The lawyer had caught him up and held him in his arms, the servant standing over and clasping his hands. And now the wounded man looked from one to another with scared eyes, and there was a change in his voice, that went to the heart. He gave a great sigh, his head rolled on his shoulder, and he passed away.
The lawyer said never a word, but his face was as sharp as a pen and as white as the dead man’s; the servant broke out into a great noise of crying and weeping, like a child; and I, on my side, stood staring at them in a kind of horror. The sheriff ’s officer had run back at the first sound of the shot, to hasten the coming of the soldiers.
At last the lawyer laid down the dead man in his blood upon the road. I believe it was his movement that brought me to my senses; for he had no sooner done so than I began to scramble up the hill, crying out, ‘The murderer! the murderer!’
The murderer was still moving away at no great distance. He was a big man, in a black coat, with metal buttons, and carried a long fowling-piece.
‘Here!’ I cried. ‘I see him!’
At that the murderer gave a little, quick look over his shoulder, and began to run. The next moment he was lost in a fringe of birches; and I saw him no more.
All this time I had been running, and had got a good way up, when a voice cried upon me to stand.
The lawyer and the sheriff ’s officer were standing just above the road, crying and waving on me to come back; and on their left, the red-coats, musket in hand, were beginning to struggle singly out of the lower wood.

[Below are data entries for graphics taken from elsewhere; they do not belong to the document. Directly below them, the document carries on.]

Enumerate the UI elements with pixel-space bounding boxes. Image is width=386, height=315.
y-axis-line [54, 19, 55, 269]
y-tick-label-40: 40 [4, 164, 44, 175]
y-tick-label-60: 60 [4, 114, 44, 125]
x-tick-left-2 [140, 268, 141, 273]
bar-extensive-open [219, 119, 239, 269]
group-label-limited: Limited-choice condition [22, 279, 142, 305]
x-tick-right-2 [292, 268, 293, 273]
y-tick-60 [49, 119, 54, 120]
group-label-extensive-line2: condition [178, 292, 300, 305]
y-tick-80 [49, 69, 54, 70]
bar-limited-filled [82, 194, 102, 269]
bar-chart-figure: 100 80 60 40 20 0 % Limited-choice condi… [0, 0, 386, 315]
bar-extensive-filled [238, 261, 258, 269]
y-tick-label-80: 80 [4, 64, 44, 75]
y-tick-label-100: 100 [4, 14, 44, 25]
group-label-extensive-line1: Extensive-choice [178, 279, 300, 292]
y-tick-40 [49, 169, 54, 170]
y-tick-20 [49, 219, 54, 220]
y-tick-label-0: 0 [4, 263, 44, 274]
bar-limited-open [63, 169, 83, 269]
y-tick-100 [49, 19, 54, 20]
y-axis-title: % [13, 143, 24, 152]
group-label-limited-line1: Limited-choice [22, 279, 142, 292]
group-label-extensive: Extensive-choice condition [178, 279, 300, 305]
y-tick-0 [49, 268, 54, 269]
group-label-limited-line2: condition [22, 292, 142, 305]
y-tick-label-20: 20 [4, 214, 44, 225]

‘Why should I come back?’ I cried. ‘Come you on!’
‘Ten pounds if ye take that lad!’ cried the lawyer. ‘He’s an accomplice. He was posted here to hold us in talk.’
At that word my heart came in my mouth with quite a new kind of terror. I was all amazed and helpless. The soldiers began to spread, some of them to run, and others to put up their pieces and cover me; and still I stood.
‘Jock in here among the trees,’ said a voice close by.
Indeed, I scarce knew what I was doing, but I obeyed; and as I did so, I heard the firelocks bang and the balls whistle in the birches.
Just inside the shelter of the trees I found Alan Breck standing, with a fishing-rod. He gave me no salutation; indeed it was no time for civilities; only ‘Come!’ says he, and set off running along the side of the mountain towards Balaehulish; and I, like a sheep, to follow him.
The pace was deadly: my heart seemed bursting against my ribs; and I had neither time to think nor breath to speak with. Only I remember seeing with wonder, that Alan every now and then would straighten himself to his full height and look back; and every time he did so, there came a great faraway cheering and crying of the soldiers.
Quarter of an hour later, Alan stopped, clapped down flat in the heather, and turned to me.
‘Now,’ said he, ‘it’s earnest. Do as I do, for your life.’
And at the same speed, but now with infinitely more precaution, we traced back again across the mountain-side by the same way that we had come, only perhaps higher; till at last Alan threw himself down in the upper wood of Lettermore, where I had found him at the first, and lay, with his face in the bracken, panting like a dog. My own sides so ached, my head so swam, my tongue so hung out of my mouth with heat and dryness, that I lay beside him like one dead.